Last edited: January 07, 2005


Supreme Court Weighs Sodomy Challenge

The Data Lounge, March 21, 2003

WASHINGTON—The constitutional challenge against the Texas “homosexual conduct” law that the Supreme Court will take up this week has galvanized traditional gay civil rights groups along with a number of traditionally libertarian organizations, The New York Times reports. “Libertarians argue that the government has no business in the bedroom or in the boardroom,” Roger Pilon of the Cato Institute told The Times. Dana Berliner of the Institute for Justice, another prominent libertarian group, agreed, saying the case was about more than gay rights.

“If the government can regulate private sexual behavior, it’s hard to imagine what the government couldn’t regulate,” Berliner said. “That’s almost so basic that it’s easy to miss the forest for the trees.”

The Texas case challenges a law that makes it a crime for people of the same sex to engage in “deviate sexual intercourse,” defined as oral or anal sex. In accepting the case, the justices agreed to consider whether to overturn a 1986 precedent, Bowers v. Hardwick, which upheld Georgia’s sodomy law.

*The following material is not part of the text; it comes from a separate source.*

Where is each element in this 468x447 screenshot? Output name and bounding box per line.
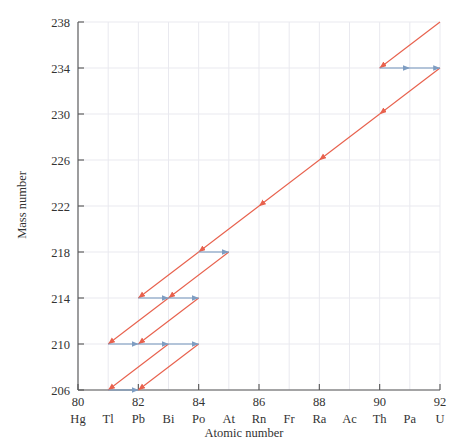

Libertarian support for the repeal of the Texas law illuminates a divide running through conservative legal philosophy. More traditional conservative groups such as Pat Robertson’s American Center for Law and Justice, for example, have entered the case on the state’s side.

Court observers are fascinated by speculation over how a conservative libertarian-leaning justice like Clarence Thomas will approach the case.

The country is much changed since 1986, when the court decided Bowers v. Hardwick. Back then fully half the states in the country had criminal sodomy laws on their books, compared to just 13 now. Texas is one of four, along with Kansas, Oklahoma, and Missouri, with laws that apply only to people of the same-sex.

The Texas law is being challenged by John G. Lawrence and Tyron Garner, who were found having sex in Mr. Lawrence’s Houston apartment by police officers. The two men were held in jail overnight, prosecuted for breaking the sodomy statute and fined $200 each. Represented by the Lambda Legal, the two men challenged the constitutionality of the law.

The United States Supreme Court’s decision to take the case has been widely interpreted as an indication that the court is likely to rule against the state. If the justices do strike down the law, the impact of the decision will depend on what basis the law was thrown out on.

If the court finds the same-sex only aspect of the Texas law violates equal protection guarantees, the Bowers v. Hardwick decision might stand since the Georgia law on which it was based applied to both heterosexuals and homosexuals. If the court decides the Texas law violates certain rights to privacy, the court would have to overrule the 1986 precedent.

The Lambda brief filed on behalf of the plaintiffs urges the court to go further and rule that any law making private consensual sexual behavior a crime infringes the liberty protected by the Constitution’s due process guarantee.